By the time Henrietta was in her 30s her gilded life had lost its shine. In 1727 she married Robert Knight, the son of the chief cashier of the infamous South Sea Company. Robert was pompous and vulgar, and Henrietta suddenly found herself in the company of men who talked only of money instead of poetry, gardens or art. She found companionship with a young poet, though she insisted that “the passion was platonick”. When the scandal broke in 1736, her furious husband sent her to his Warwickshire estate, Barrells, to “moulder and die”. Virtually imprisoned, she was not to see London, her two children or most of her friends for many years. Gardening helped her to keep her sanity, and My Darling Heriott reminds us of the unrivalled therapeutic value of nature, muddied fingers and the sprouting of seedlings.

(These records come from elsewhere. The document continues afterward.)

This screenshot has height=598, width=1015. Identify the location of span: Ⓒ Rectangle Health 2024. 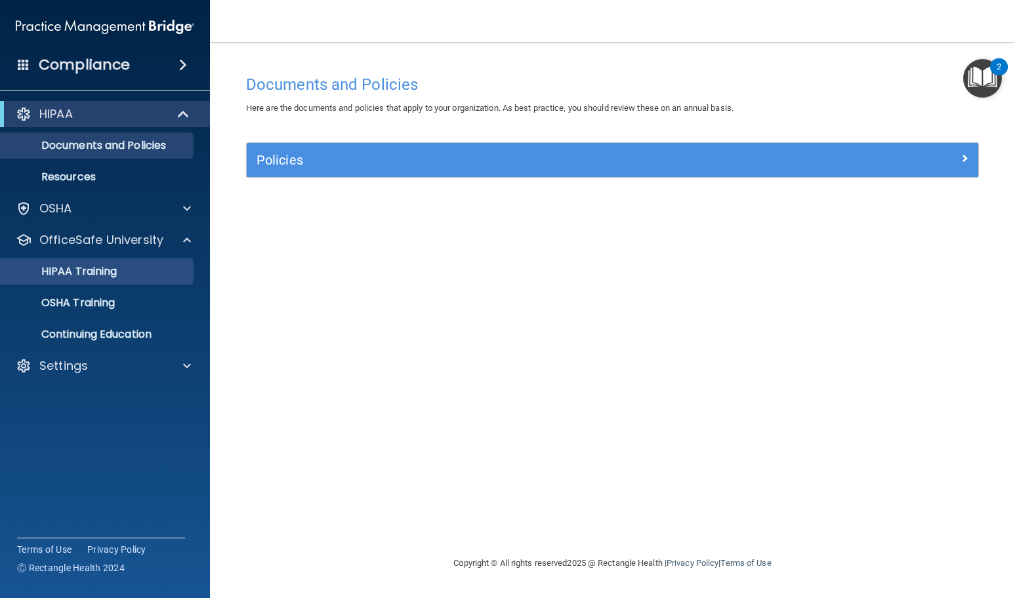
(71, 568).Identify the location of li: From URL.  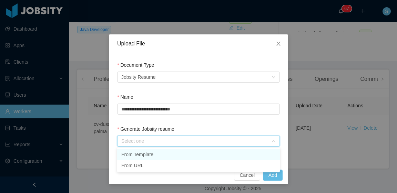
(198, 166).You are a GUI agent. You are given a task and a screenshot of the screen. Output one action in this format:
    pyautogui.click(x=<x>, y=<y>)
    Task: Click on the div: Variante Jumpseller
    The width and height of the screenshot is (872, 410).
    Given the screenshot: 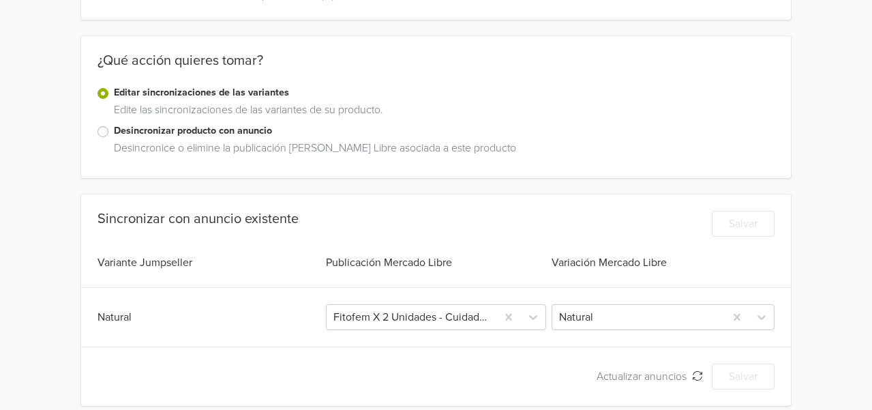 What is the action you would take?
    pyautogui.click(x=210, y=262)
    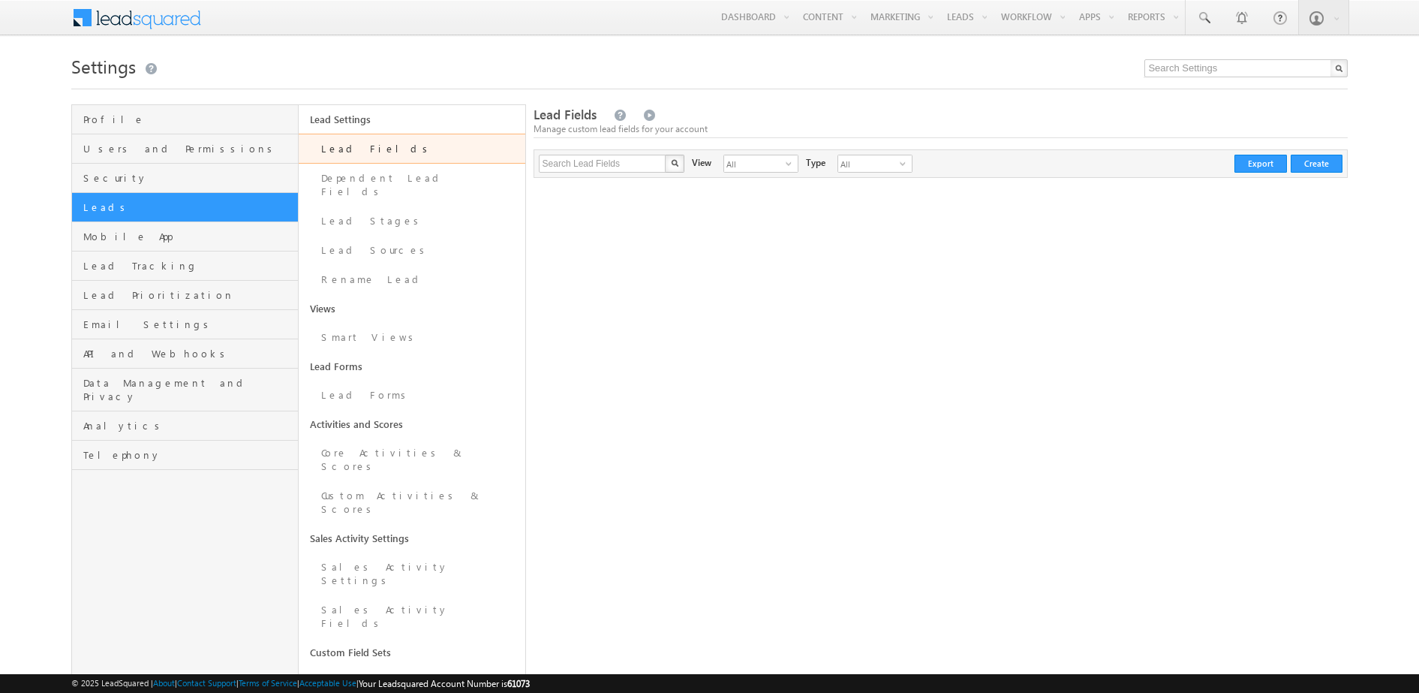 The height and width of the screenshot is (693, 1419). Describe the element at coordinates (188, 295) in the screenshot. I see `span: Lead Prioritization` at that location. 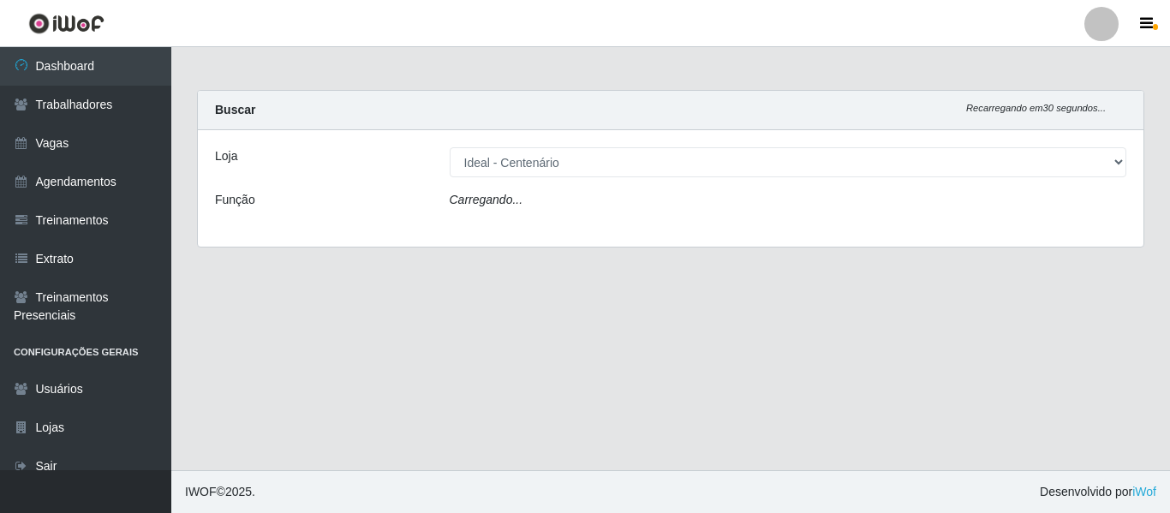 What do you see at coordinates (1035, 108) in the screenshot?
I see `i: Recarregando em 30 segundos...` at bounding box center [1035, 108].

Early modern history Women's history

A woman gets to do community ’emotional work’

John Friend, a gentleman commoner at St Edmund’s Hall, Oxford, died of a fever in March 1673. His father, Nathaniel, after arranging his funeral, returned home “on his cousin’s advice” to tell his wife:

“I came neare home mine owne care and sorrow redoubled in relation to my poore wide and how I should acquaint her with soe heavy a Providence, I therefore called upon the Widdow Margaret Holliser acquainting her with my poore sonnes death and entreated her to goe to our house before and by discourse a little prepare my wife for it which shee honestly did, supposing to her the worst, I in the meantime lingered and about a quarter of an houre after (which was neare 9 at night). I came in bringing both to my wife and to my father the heaviest tidings that ever brought them in my life.”

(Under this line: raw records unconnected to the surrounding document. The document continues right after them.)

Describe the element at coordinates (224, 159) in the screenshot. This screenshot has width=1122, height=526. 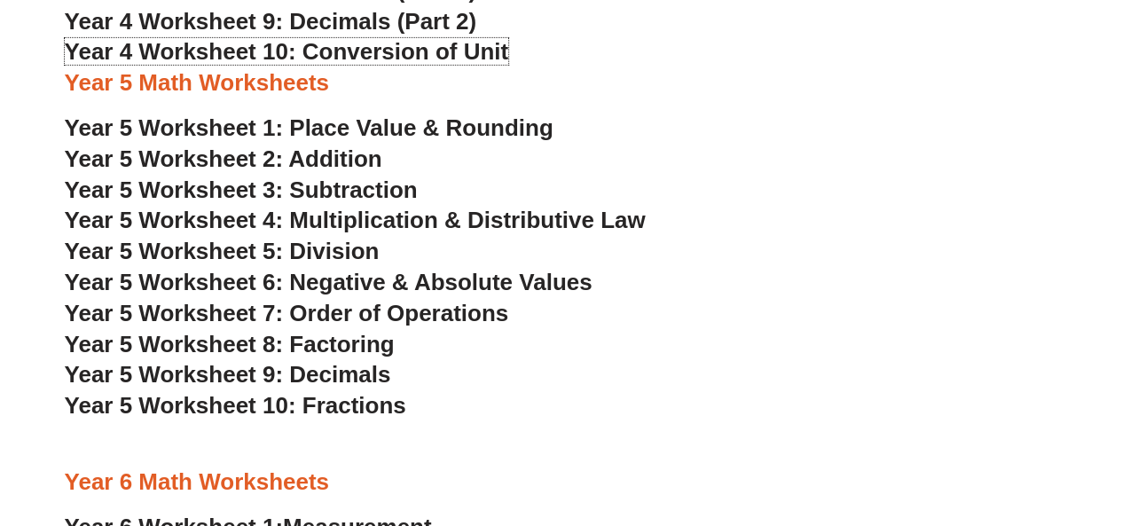
I see `span: Year 5 Worksheet 2: Addition` at that location.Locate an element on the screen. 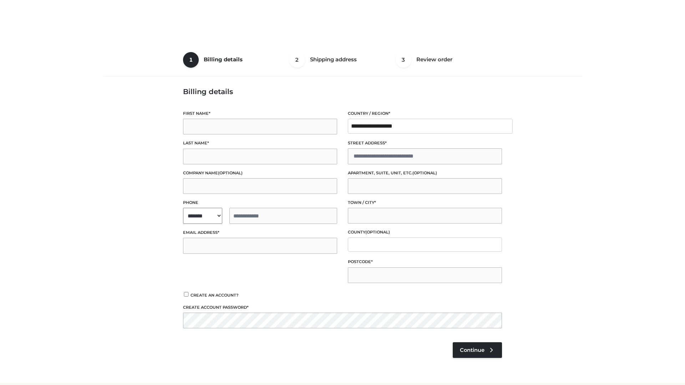 This screenshot has height=385, width=685. label: Company name is located at coordinates (260, 173).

His wife understandably took it “exceeding heavily”, “the presence and company of my loving Neighbour stood us in good stead.”

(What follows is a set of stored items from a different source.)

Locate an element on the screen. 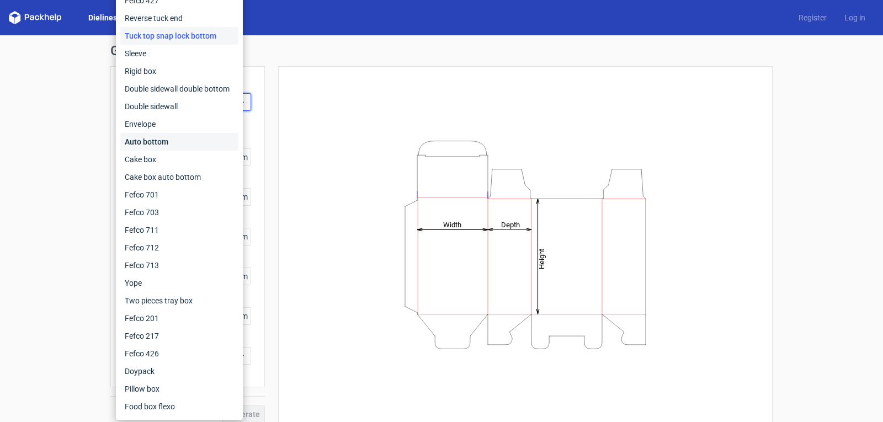 The width and height of the screenshot is (883, 422). a: Log in is located at coordinates (855, 18).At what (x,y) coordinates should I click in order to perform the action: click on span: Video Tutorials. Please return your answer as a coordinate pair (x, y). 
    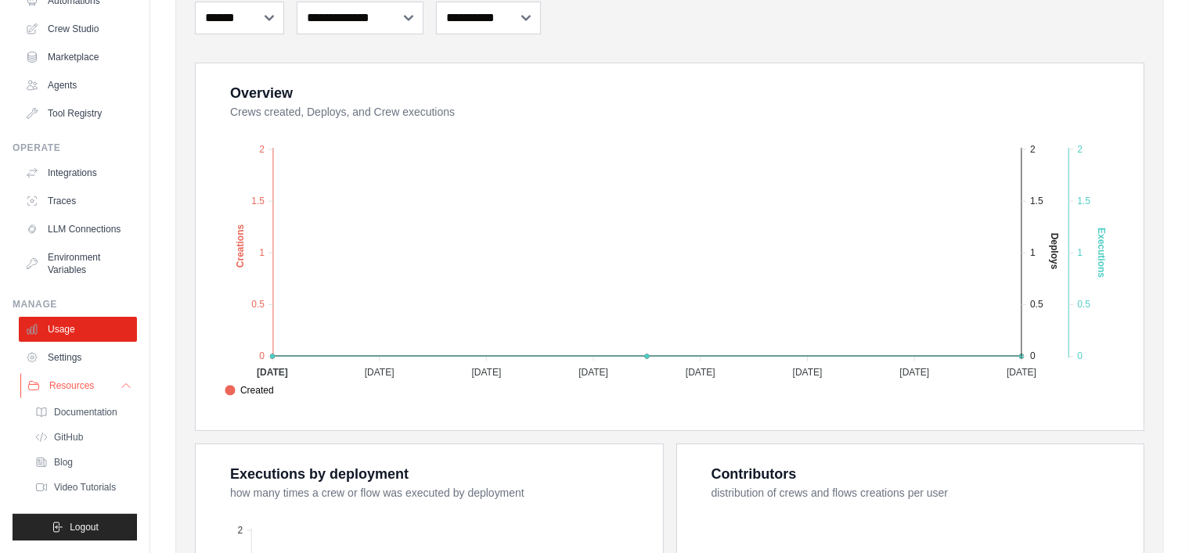
    Looking at the image, I should click on (85, 488).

I can’t but wonder how recent a widow Margaret Holliser was. Did she not suffer too from her close involvement in the tragic scene, so like one she had herself endured?

(Quoted in A. Brady, English Funerary Elegy in the Seventeenth Century: Laws in Mourning, Palgrave, Macmillan, 2006, p. 33.)

History

A vision of Camden

I’ve visited the site before, but A Vision of Britain, which collects data by region for the past couple of hundred years, has come along in leaps and bounds. I’ve just been looking at the London borough of Camden.

Some facts, some surprising:
* in 1951 45 per cent of households didn’t have their own WC

* Population density was highest in 1900, dipped to its lowest this century in about 1980, and then started to rise again.

* In 2001 more than 45 per cent of Camden residents (percentage of adults presumpably) had university degrees (which must I suspect be among the highest in the country).

You can do the same calculations for any area of the UK on the site.

Women's history

Gaze on the face of Mary Queen of Scots

I’ve never quite understood why everyone gets so excited about Mary Queen of Scots. (Well I do – sex, murder, death all involving an attractive woman, but it is one of those stories explored and told so many times I find it hard to raise an interest.)

But in case she is your cup of tea – it is worth saying that the only known painting of her as Queen has gone on display today at the National Portrait Gallery.

(I might even pop in to visit her…)

History

Never liked Boswell…

… now I’ve got good cause:
“in 1776 James Boswell was still trying to persuade his father to disinherit all his female relatives, on the grounds that “our species is transmitted through males only, the females being all along no more than a Nidus, or nurse, as Mother Earth is to plants of every sort”. (p; 101)

(Williams, C.D. “Another self in the case”: gender, marriage and the individual in Augustan literature,” in Porter, R. (ed) Rewriting the Self: Histories from the Renaissance to the Present, Routledge, London, 1997.)